Donald Trump and Kamala Harris hit the campaign trail for the final Sunday in one of the closest US presidential races in recent memory.
The former president was attending events in Pennsylvania, North Carolina and Georgia, three closely fought swing states that could well determine the result in the coming days.
During a two-hour address on his first stop of the day, Trump gave a profane and conspiracy-laden speech in which he mused about reporters being shot and labeled Democrats as “demonic.”
Noting the ballistic glass placed in front of him at events after a gunman nearly assassinated him at a July rally in Butler, Pennsylvania, Trump talked about places where he saw openings.
“I have this piece of glass here,” he said. “But all we have really over here is the fake news. And to get me, somebody would have to shoot through the fake news. And I don’t mind that so much.”
His campaign later sought to clarify his meaning.
“President Trump was brilliantly talking about the two assassination attempts on his own life, including one that came within 1/4 of an inch from killing him, something that the media constantly talks and jokes about,” campaign spokesperson Steven Cheung said in a statement. “The President’s statement about protective glass placement has nothing to do with the media being harmed, or anything else.”
Trump also referred to John Bolton, his former national security adviser and now a strident critic, as a “dumb son of a b****.” And he repeated familiar and debunked theories about voter fraud, alleging that Democrats could only win by cheating.
“It’s a crooked country,” Trump said. “And we’re going to make it straight. We’re going to make it straight.”
Harris made her closing pitch for the US presidency at a historically Black church in another battleground state, Michigan.
“In just two days we have the power to decide the fate of our nation for generations to come,” Harris told parishioners at Greater Emmanuel Institutional Church of God in Christ in Detroit. “We must act. It’s not enough to only pray; not enough to just talk. We must act on the plans he has in store for us, and we must make them real through our works, in our daily choices, in services to our communities, in our democracy.”
Her campaign received a boost in Iowa on Saturday when a respected poll for the Des Moines Register newspaper put the Democrat three points ahead in a state Trump has won twice, although another poll put the Republican 10 points ahead.
Overall opinion polls continue to show the pair locked in a tight race, with Harris, 60, bolstered by strong support among women voters while former president Trump, 78, gains ground with Hispanic voters, particularly men.
Voters overall view both candidates unfavorably, according to Reuters/Ipsos polling, but that so far has not dissuaded them from casting ballots.
More than 76 million US citizens have already done so ahead of Tuesday’s Election Day, according to the University of Florida’s Election Lab, approaching half the total 160 million votes cast in 2020, in which US voter turnout was the highest in more than a century.
Control of the US Congress is also up for grabs on Tuesday, with Republicans favored to capture a majority in the Senate while Democrats are seen as having an even chance of flipping Republicans’ narrow majority in the House of Representatives. Presidents whose parties have not controlled both chambers have struggled to pass major new legislation over the past decade.
Trump was due to speak later on Sunday in Kinston, North Carolina, before ending his day with an evening rally in Macon, Georgia.
Of the seven US states seen as competitive, Georgia and North Carolina are the second-biggest prizes up for grabs on Tuesday, with each holding 16 of the 270 votes a candidate needs to win in the state-by-state Electoral College to secure the presidency. Pennsylvania offers 19 electors.
Election analysts believe Harris would need to win about 45 electoral votes in the seven swing states to win the White House, while Trump would need about 51, when accounting for the states they are forecast to win easily.
After her Detroit appearance, Harris was due to head to East Lansing, a college town in Michigan, an industrial state that is viewed as a must-win for the Democrat.
She faces skepticism from some of the state’s 200,000 Arab Americans who are frustrated Harris has not done more to help end the war in Gaza and scale back aid to Israel. Trump visited Dearborn, the heart of the Arab American community, on Friday and vowed to end the wars in the Middle East.
Harris, who has met behind closed doors with selected Arab American and Muslim leaders, will focus her energy on Black neighborhoods on Sunday.
Samah Noureddine, 44, a Lebanese American from Grosse Ile, a town near Detroit, said she voted for Joe Biden in 2020 but was casting a ballot for Jill Stein of the Green Party this year.
“I’m upset because Harris is funding the genocide and if we get Trump we’re going to suffer too,” she said. “I’m sick of both of them.”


▸ **EXERCISE**:
Nothing but an exact reproduction of the records, pictures excluded, should be returned.
::::
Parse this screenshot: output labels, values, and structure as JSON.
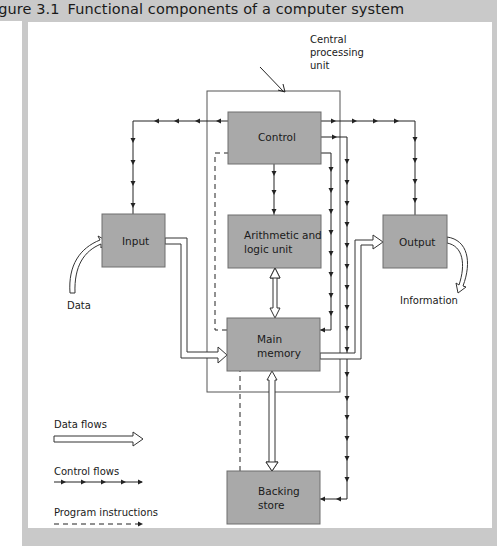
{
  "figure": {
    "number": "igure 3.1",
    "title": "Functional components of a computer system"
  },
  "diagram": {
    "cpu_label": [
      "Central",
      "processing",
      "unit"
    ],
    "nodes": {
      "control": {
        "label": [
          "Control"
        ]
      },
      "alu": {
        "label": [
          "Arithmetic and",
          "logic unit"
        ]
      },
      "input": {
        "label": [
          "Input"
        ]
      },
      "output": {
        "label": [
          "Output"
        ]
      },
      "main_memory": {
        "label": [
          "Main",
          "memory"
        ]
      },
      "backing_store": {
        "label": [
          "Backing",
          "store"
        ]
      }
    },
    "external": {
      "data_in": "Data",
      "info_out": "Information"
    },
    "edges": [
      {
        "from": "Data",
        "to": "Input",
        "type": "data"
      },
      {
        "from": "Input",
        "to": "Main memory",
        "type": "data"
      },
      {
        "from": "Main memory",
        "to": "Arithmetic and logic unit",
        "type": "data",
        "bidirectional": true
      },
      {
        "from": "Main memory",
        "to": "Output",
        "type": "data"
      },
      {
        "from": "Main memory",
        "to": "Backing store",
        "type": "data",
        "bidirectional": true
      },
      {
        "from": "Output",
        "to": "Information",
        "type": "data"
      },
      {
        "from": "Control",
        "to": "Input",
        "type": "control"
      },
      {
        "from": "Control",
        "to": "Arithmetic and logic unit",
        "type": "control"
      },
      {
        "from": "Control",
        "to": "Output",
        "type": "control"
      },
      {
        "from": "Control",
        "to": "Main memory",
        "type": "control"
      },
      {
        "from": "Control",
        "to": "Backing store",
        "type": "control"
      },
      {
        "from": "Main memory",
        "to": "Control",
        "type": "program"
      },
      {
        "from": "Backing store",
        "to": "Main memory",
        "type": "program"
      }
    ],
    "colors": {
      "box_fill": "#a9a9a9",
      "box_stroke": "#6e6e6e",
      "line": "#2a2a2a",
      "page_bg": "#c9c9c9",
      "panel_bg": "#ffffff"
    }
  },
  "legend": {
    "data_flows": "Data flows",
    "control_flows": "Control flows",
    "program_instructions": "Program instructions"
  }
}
::::
▸ **REPLY TO THE EXERCISE**:
Parse this screenshot: output labels, values, and structure as JSON.
{
  "figure": {
    "number": "igure 3.1",
    "title": "Functional components of a computer system"
  },
  "diagram": {
    "cpu_label": [
      "Central",
      "processing",
      "unit"
    ],
    "nodes": {
      "control": {
        "label": [
          "Control"
        ]
      },
      "alu": {
        "label": [
          "Arithmetic and",
          "logic unit"
        ]
      },
      "input": {
        "label": [
          "Input"
        ]
      },
      "output": {
        "label": [
          "Output"
        ]
      },
      "main_memory": {
        "label": [
          "Main",
          "memory"
        ]
      },
      "backing_store": {
        "label": [
          "Backing",
          "store"
        ]
      }
    },
    "external": {
      "data_in": "Data",
      "info_out": "Information"
    },
    "edges": [
      {
        "from": "Data",
        "to": "Input",
        "type": "data"
      },
      {
        "from": "Input",
        "to": "Main memory",
        "type": "data"
      },
      {
        "from": "Main memory",
        "to": "Arithmetic and logic unit",
        "type": "data",
        "bidirectional": true
      },
      {
        "from": "Main memory",
        "to": "Output",
        "type": "data"
      },
      {
        "from": "Main memory",
        "to": "Backing store",
        "type": "data",
        "bidirectional": true
      },
      {
        "from": "Output",
        "to": "Information",
        "type": "data"
      },
      {
        "from": "Control",
        "to": "Input",
        "type": "control"
      },
      {
        "from": "Control",
        "to": "Arithmetic and logic unit",
        "type": "control"
      },
      {
        "from": "Control",
        "to": "Output",
        "type": "control"
      },
      {
        "from": "Control",
        "to": "Main memory",
        "type": "control"
      },
      {
        "from": "Control",
        "to": "Backing store",
        "type": "control"
      },
      {
        "from": "Main memory",
        "to": "Control",
        "type": "program"
      },
      {
        "from": "Backing store",
        "to": "Main memory",
        "type": "program"
      }
    ],
    "colors": {
      "box_fill": "#a9a9a9",
      "box_stroke": "#6e6e6e",
      "line": "#2a2a2a",
      "page_bg": "#c9c9c9",
      "panel_bg": "#ffffff"
    }
  },
  "legend": {
    "data_flows": "Data flows",
    "control_flows": "Control flows",
    "program_instructions": "Program instructions"
  }
}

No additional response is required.